Common Mistakes to Avoid

  • Treating \infty as a number: You cannot 'plug in' \infty. You must use a limit.
  • Missing internal singularities: 111xdx\int_{-1}^1 \frac{1}{x}\,dx has a singularity at 00 inside the interval. Naïvely evaluating gives 00 (wrong) — the integral actually diverges.
  • Adding piecewise improper integrals that 'cancel': xdx\int_{-\infty}^\infty x\,dx — both halves diverge, so the integral diverges. The 'principal value' is a different (weaker) notion.
  • Wrong pp-test direction: At \infty, 1/xp1/x^p converges for p>1p > 1. At 00, it converges for p<1p < 1. These are opposite — memorize both.
  • Forgetting to verify convergence before integrating: A divergent improper integral doesn't have a value. Always check convergence first.

Examples

Step 1: Replace bound with limit: limt0texdx\lim_{t \to \infty} \int_0^t e^{-x}\,dx
Step 2: Compute antiderivative: exdx=ex+C\int e^{-x}\,dx = -e^{-x} + C
Step 3: Apply bounds: limt[ex]0t=limt(et+1)\lim_{t \to \infty} \left[-e^{-x}\right]_0^t = \lim_{t \to \infty}(-e^{-t} + 1)
Step 4: As tt \to \infty, et0e^{-t} \to 0, so the limit equals 11
Answer: 11 (converges)

Step 1: Apply pp-test with p=1p = 1: 11/xpdx\int_1^\infty 1/x^p\,dx converges iff p>1p > 1
Step 2: Here p=1p = 1, so the integral diverges
Step 3: Verify by limit: limt[lnx]1t=limtlnt=\lim_{t \to \infty} [\ln x]_1^t = \lim_{t \to \infty} \ln t = \infty
Answer: Diverges

Step 1: Singularity at x=0x = 0. Use pp-test at 00: 1/xp1/x^p converges iff p<1p < 1
Step 2: Here p=1/2<1p = 1/2 < 1, so it converges
Step 3: Compute: limt0+t1x1/2dx=limt0+[2x]t1\lim_{t \to 0^+} \int_t^1 x^{-1/2}\,dx = \lim_{t \to 0^+} [2\sqrt{x}]_t^1
Step 4: =limt0+(22t)=2= \lim_{t \to 0^+} (2 - 2\sqrt{t}) = 2
Answer: 22 (converges)

Frequently Asked Questions

An improper integral converges if the limit defining it is finite. Otherwise it diverges, meaning the area under the curve is either infinite or undefined.
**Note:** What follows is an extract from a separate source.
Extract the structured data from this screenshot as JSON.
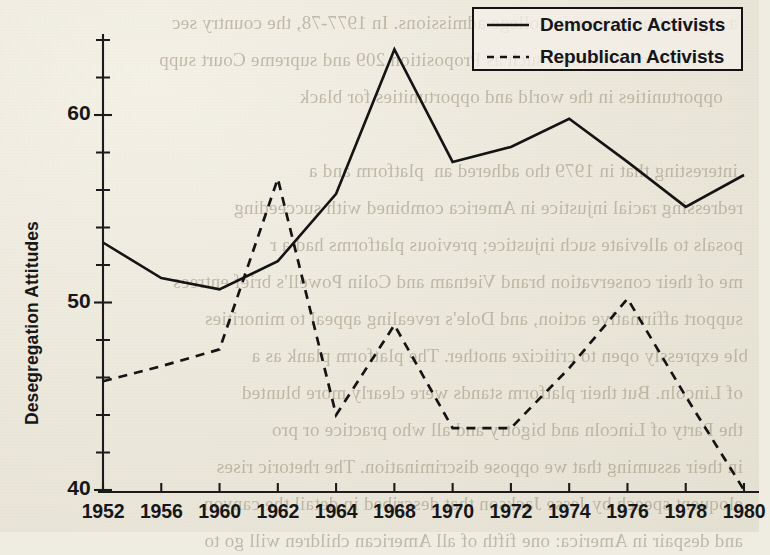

The p-test applies to integrals of the form ∫1/x^p over [1, ∞) or (0, 1]. It's most useful as a comparison: if your integrand behaves asymptotically like 1/x^p, you can determine convergence quickly.

An improper integral converges absolutely if ∫|f| converges. It converges conditionally if ∫f converges but ∫|f| diverges. Absolute convergence is strictly stronger.

Yes — the area can be infinite. ∫_1^∞ 1/x dx is the canonical example: the curve y = 1/x is everywhere positive over [1, ∞), yet the area underneath is infinite (diverges).

Related Solvers

Integral CalculatorLimit CalculatorSeries Calculator
Try AI-Math for Free

Get step-by-step solutions to any math problem. Upload a photo or type your question.